“So the LORD God cast a deep sleep on the man,
and while he was asleep,
he took out one of his ribs and closed up its place with flesh.
The LORD God then built up into a woman the rib
that he had taken from the man.
When he brought her to the man, the man said:
‘This one, at last, is bone of my bones
and flesh of my flesh;
this one shall be called ‘woman,’
for out of ‘her man’ this one has been taken.’
That is why a man leaves his father and mother
and clings to his wife,
and the two of them become one flesh.”
This is from the second story of creation from the Book of Genesis, which is a bit more earthy than the first. To our modern sensibilities, the first story is a bit more palatable, “Let us make human beings in our image, after our likeness...God created mankind in his image; in the image of God he created them; male and female he created them” (Genesis 1:26-27).
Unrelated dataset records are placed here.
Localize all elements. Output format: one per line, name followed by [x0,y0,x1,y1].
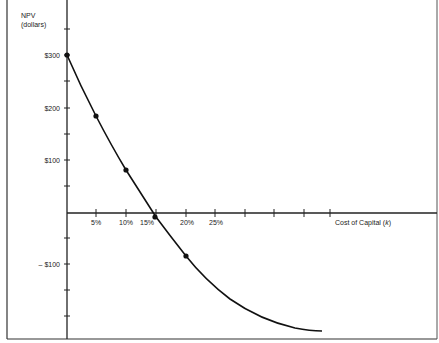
y-tick-label-200: $200 [44,105,60,112]
x-tick-label-25: 25% [209,219,223,226]
data-point-irr [152,214,157,219]
npv-curve-line [67,55,322,331]
y-tick-label-100: $100 [44,157,60,164]
y-axis [64,0,70,339]
data-point-10pct [123,167,128,172]
y-tick-label-neg100: – $100 [39,261,61,268]
npv-curve [67,55,186,297]
data-point-0pct [64,52,69,57]
npv-profile-chart: NPV (dollars) $300 $200 $100 – $100 5% 1… [0,0,439,343]
x-tick-label-5: 5% [91,219,101,226]
data-point-5pct [93,113,98,118]
chart-frame [7,0,437,339]
x-axis [67,209,437,217]
y-axis-title-dollars: (dollars) [21,21,46,29]
x-tick-label-20: 20% [180,219,194,226]
y-axis-title-npv: NPV [21,12,36,19]
data-point-20pct [183,253,188,258]
x-tick-label-15: 15% [140,219,154,226]
x-axis-title: Cost of Capital (k) [335,219,391,227]
data-points [64,52,188,258]
y-tick-label-300: $300 [44,52,60,59]
x-tick-label-10: 10% [119,219,133,226]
While this first story is a bit more abstract and categorical, both stories are in the category of myth. For Catholics, myth has something of a technical definition in relation to scripture. It does not connote fantastical imaginary content, but does point to a deeper meaning, reality, or truth behind the story. It may not be scientific truth or historical truth, but it is divinely inspired symbolic truth.
The first story is more palatable, perhaps, because we see the equal creation of male and female at the same time. The second story can seem to us to place “woman” in a derivative relationship to “man.” In its earthiness, the point is not that woman came from man, but that the two are of the same substance. They are, in fact, the same humanity: differentiated as male and female, but equally essential to the meaning of humanity. Adam recognizes, even exults, in the woman their common humanity and a “second self.” He is no longer alone. The second story shows that the two are one flesh. Both stories point to the same reality. Man and woman are the image of God separately and in unity.
One way to understand that to reflect on the meaning of sleep above. In some sense, the solitary man goes into a God-induced sleep in order to wake up as male and female. In physiological and psychological terms, we often view sleep and dreams as connected to the subconscious. We move from the conscious to the subconscious. To move to the symbolic, Saint John Paul II uses the idea of the analogy of sleep instead of the physiology of sleep. Sleep isn’t just the move from conscious to unconscious, but represents a move from existence to non-existence. For him, “sleep contains an element of annihilation of man’s conscious existence.” In the second creation story, then, sleep represents a move from existence to non-existence, or a move back to the moment before existence. In God’s creativity, he takes man back to before he existed as a solitary person so that God’s creation may emerge in the unity of man and woman.
In the gospel, Jesus calls us back to the beginning. A woman is not the property of a man to be disposed of, nor is she subject to the whims of her husband. On the contrary, she is equal in dignity and of the same essential meaning for God’s creation as the man. “In the image of God he created them; male and female he created them.”